Your first question:
Claim CE440:
Cosmologists cannot explain where space, time, energy, and the laws of physics came from.
Source:
Brown, Walt, 1995. In the Beginning: Compelling evidence for creation and the Flood. Phoenix, AZ: Center for Scientific Creation, p. 20.
Response:
1. Some questions are harder to answer than others. But although we do not have a full understanding of the origin of the universe, we are not completely in the dark. We know, for example, that space comes from the expansion of the universe. The total energy of the universe may be zero. Cosmologists have hypotheses for the other questions that are consistent with observations (Hawking 2001). For example, it is possible that there is more than one dimension of time, the other dimension being unbounded, so there is no overall origin of time. Another possibility is that the universe is in an eternal cycle without beginning or end. Each big bang might end in a big crunch to start a new cycle (Steinhardt and Turok 2002) or at long intervals, our universe collides with a mirror universe, creating the universe anew (Seife 2002).
One should keep in mind that our experiences in everyday life are poor preparation for the extreme and bizarre conditions one encounters in cosmology. The stuff cosmologists deal with is very hard to understand. To reject it because of that, though, would be to retreat into the argument from incredulity.
2. Creationists cannot explain origins at all. Saying "God did it" is not an explanation, because it is not tied to any objective evidence. It does not rule out any possibility or even any impossibility. It does not address questions of "how" and "why," and it raises questions such as "which God?" and "how did God originate?" In the explaining game, cosmologists are far out in front.
References:
1. Hawking, Stephen, 2001. The Universe in a Nutshell. New York: Bantam.
2. Seife, Charles, 2002. Eternal-universe idea comes full circle. Science 296: 639.
3. Steinhardt, P. J. and N. Turok, 2002. A cyclic model of the universe. Science 296: 1436-1439.
Your second question:
The universe was supposedly formed in the big bang, but explosions do not produce order or information.
Source:
Big-Bang-Theory, 2002. http://www.big-bang-theory.com
Response:
1. The total entropy of the universe at the start of the big bang was minimal, perhaps almost zero. Because it was so compact, it had considerably more order than the universe we are in now. The complexity we observe around us today can be produced from the ultimate order of the hot but cooling gas of the big bang.
2. The big bang was not an explosion. It was an expansion. Besides the fact that it got bigger over time, the big bang has almost nothing in common with an explosion.
3. Explosions do produce some order amidst their other effects:
* Large surface explosions, such as nuclear bombs, produce the familiar mushroom clouds. There are not very highly ordered, but they are not purely random, either.
* Supernovae produce heavy elements, and the shock waves from them compress interstellar gases, which begins the formation of new stars.
* Powerful explosions can compress carbon into diamond crystals, the most ordered arrangement.
* Explosions of atomized gasoline produce compressed gas, which is harnessed in internal combustion engines to power automobiles and other equipment.
Your third question/comment:
Sounds like you are asking what's the purpose of life. Answer is no one knows.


WHAT THE TASK ASKS
Go through the data and retrieve each line that includes the string "Blog".

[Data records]
Segment Open

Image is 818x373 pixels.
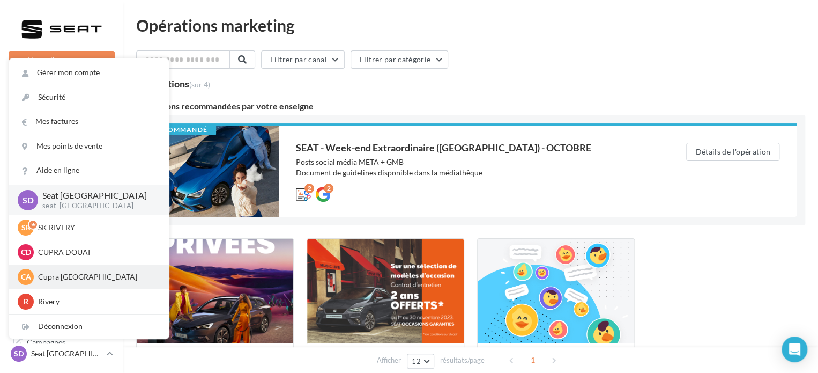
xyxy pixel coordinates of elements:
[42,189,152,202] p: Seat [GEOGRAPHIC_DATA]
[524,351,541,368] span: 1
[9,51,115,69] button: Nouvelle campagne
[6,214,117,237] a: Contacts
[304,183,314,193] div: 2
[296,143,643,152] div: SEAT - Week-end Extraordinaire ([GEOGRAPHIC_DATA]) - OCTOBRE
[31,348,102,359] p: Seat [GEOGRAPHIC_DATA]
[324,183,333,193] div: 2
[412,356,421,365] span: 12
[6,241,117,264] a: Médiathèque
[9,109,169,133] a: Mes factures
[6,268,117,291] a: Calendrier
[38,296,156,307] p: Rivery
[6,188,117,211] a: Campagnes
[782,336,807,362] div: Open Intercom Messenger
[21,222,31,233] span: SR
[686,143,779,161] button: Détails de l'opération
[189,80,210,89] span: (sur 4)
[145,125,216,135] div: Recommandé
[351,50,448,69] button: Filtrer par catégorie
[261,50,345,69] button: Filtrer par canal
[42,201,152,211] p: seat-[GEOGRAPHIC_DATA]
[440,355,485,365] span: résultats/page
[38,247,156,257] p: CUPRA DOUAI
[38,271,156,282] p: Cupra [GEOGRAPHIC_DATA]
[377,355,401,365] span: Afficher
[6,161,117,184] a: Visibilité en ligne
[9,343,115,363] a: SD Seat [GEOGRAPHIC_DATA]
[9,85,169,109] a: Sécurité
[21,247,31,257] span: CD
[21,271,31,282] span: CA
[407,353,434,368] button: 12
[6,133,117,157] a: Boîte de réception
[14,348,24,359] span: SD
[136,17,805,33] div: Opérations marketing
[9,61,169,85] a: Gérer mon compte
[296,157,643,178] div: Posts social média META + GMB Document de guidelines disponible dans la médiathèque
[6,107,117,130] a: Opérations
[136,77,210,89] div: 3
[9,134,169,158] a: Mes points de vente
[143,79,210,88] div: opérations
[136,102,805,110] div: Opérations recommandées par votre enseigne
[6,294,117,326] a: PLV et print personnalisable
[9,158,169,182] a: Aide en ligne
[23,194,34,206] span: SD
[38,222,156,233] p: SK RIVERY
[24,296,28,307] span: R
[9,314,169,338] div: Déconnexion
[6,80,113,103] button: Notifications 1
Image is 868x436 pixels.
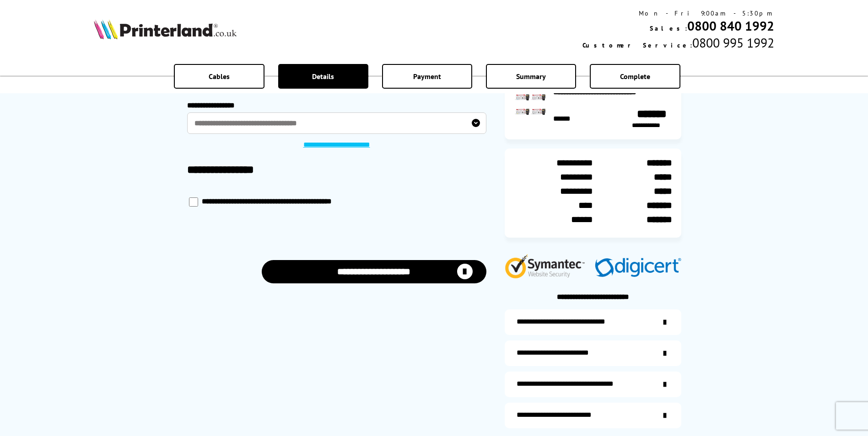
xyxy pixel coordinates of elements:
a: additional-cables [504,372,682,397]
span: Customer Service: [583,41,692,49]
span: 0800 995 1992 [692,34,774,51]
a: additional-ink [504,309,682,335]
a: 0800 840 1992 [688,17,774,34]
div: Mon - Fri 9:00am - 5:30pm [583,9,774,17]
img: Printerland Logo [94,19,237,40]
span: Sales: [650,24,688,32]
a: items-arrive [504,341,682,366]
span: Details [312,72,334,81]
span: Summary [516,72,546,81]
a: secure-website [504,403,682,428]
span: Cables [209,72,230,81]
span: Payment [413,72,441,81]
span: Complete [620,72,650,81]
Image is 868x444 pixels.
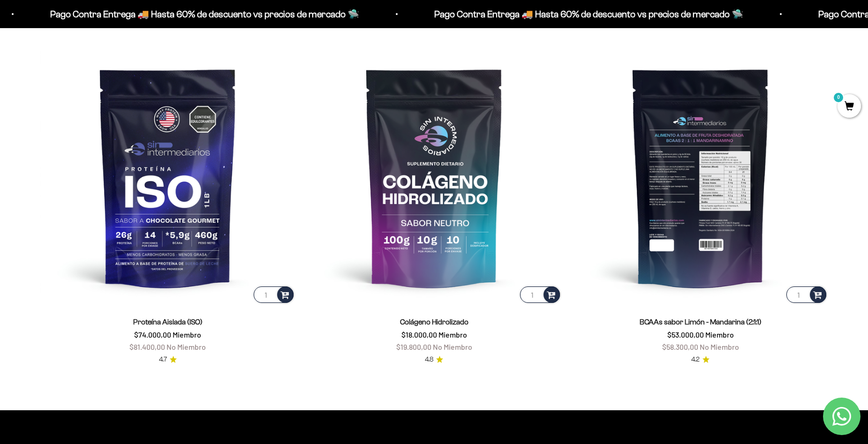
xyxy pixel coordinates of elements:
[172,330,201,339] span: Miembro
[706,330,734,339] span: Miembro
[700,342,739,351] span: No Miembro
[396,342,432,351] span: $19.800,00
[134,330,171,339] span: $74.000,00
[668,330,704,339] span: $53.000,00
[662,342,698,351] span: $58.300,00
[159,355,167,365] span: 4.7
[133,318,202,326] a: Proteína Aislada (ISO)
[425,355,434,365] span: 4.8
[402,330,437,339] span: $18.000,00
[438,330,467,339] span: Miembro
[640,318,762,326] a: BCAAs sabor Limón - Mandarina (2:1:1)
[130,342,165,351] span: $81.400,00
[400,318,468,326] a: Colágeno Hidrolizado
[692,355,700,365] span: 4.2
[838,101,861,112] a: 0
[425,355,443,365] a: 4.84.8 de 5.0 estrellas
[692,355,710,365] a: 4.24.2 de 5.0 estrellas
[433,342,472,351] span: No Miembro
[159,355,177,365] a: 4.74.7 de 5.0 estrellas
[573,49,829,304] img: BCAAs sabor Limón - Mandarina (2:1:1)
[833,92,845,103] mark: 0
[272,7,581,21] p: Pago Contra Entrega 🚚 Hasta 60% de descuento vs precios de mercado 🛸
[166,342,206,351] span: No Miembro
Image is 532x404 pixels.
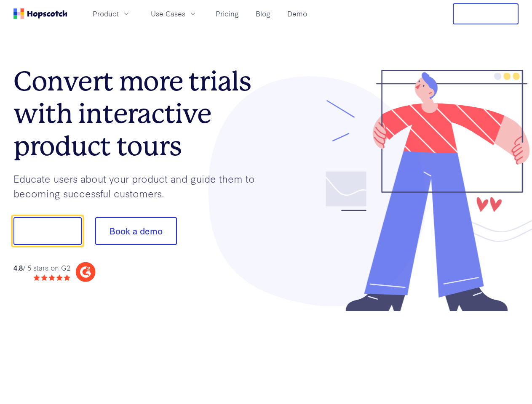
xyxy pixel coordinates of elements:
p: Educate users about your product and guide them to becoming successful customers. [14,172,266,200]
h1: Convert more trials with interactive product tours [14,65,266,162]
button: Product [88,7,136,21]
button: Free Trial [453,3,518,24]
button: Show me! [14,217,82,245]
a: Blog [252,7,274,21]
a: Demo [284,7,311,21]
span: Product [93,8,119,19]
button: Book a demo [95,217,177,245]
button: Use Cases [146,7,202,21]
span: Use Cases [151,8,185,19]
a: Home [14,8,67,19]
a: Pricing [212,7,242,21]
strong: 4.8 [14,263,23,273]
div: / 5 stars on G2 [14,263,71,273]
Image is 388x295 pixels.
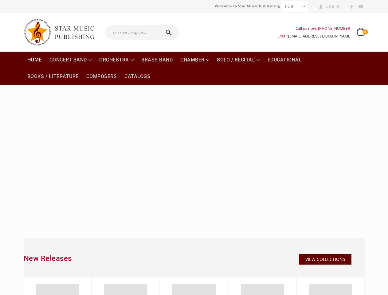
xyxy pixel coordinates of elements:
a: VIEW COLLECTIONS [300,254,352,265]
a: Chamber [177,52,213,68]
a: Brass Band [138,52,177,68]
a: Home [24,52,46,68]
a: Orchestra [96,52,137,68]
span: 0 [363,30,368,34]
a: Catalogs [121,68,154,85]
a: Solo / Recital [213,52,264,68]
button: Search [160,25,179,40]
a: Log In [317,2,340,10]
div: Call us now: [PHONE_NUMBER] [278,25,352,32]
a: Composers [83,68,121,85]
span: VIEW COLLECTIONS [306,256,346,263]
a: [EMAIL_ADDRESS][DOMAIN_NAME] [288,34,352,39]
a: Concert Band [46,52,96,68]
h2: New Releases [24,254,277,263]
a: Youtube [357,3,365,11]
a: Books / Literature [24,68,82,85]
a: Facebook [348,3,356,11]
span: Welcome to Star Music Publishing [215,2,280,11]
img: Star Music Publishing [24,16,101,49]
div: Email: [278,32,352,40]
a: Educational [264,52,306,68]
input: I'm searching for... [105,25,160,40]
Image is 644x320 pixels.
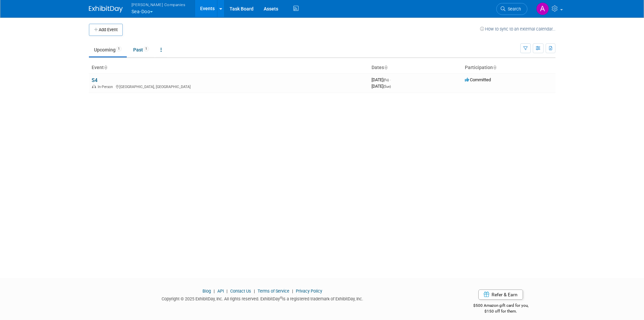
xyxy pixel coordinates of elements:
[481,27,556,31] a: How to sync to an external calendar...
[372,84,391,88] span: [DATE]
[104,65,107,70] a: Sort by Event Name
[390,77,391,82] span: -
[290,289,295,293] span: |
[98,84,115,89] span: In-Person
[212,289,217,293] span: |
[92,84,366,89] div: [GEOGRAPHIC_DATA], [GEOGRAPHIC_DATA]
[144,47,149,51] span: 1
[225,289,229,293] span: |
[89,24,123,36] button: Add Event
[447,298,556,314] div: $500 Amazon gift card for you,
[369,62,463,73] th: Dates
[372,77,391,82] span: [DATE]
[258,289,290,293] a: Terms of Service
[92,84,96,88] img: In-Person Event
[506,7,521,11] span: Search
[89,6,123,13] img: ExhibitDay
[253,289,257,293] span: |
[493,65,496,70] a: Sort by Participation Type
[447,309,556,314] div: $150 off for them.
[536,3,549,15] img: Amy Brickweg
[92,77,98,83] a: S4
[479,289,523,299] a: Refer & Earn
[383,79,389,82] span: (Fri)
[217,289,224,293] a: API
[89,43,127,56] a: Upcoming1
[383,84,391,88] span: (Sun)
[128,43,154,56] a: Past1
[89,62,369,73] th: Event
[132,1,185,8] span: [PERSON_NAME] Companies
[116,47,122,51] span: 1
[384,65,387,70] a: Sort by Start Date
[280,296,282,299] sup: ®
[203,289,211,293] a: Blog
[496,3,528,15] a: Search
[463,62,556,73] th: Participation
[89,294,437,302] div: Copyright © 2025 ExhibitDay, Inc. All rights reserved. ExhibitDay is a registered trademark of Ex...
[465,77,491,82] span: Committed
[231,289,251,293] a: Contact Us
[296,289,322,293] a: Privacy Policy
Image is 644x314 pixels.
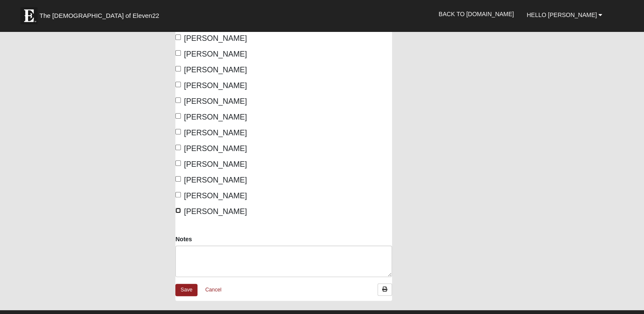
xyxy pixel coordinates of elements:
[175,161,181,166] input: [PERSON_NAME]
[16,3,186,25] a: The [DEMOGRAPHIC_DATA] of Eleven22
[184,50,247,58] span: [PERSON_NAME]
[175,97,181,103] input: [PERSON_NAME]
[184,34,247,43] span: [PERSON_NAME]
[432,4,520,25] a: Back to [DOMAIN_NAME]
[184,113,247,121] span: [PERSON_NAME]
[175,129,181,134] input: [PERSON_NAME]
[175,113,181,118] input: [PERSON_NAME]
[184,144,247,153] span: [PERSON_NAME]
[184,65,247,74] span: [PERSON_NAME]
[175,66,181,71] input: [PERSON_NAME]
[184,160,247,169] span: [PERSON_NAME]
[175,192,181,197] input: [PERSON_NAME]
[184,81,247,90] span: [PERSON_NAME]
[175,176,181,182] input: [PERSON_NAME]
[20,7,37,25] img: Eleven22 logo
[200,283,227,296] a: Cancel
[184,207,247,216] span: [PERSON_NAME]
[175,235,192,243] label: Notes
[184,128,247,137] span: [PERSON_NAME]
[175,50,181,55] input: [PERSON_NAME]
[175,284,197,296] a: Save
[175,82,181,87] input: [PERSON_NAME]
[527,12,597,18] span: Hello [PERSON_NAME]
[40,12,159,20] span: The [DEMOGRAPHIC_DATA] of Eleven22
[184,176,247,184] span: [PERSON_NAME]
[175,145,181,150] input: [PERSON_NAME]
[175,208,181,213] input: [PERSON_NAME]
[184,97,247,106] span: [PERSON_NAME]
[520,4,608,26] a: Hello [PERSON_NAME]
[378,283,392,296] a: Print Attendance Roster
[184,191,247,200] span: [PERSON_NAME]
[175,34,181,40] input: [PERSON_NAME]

Segment Closed

SOLUTION TO THIS EXERCISE
a: Blog [252,7,274,21]
[203,289,211,293] a: Blog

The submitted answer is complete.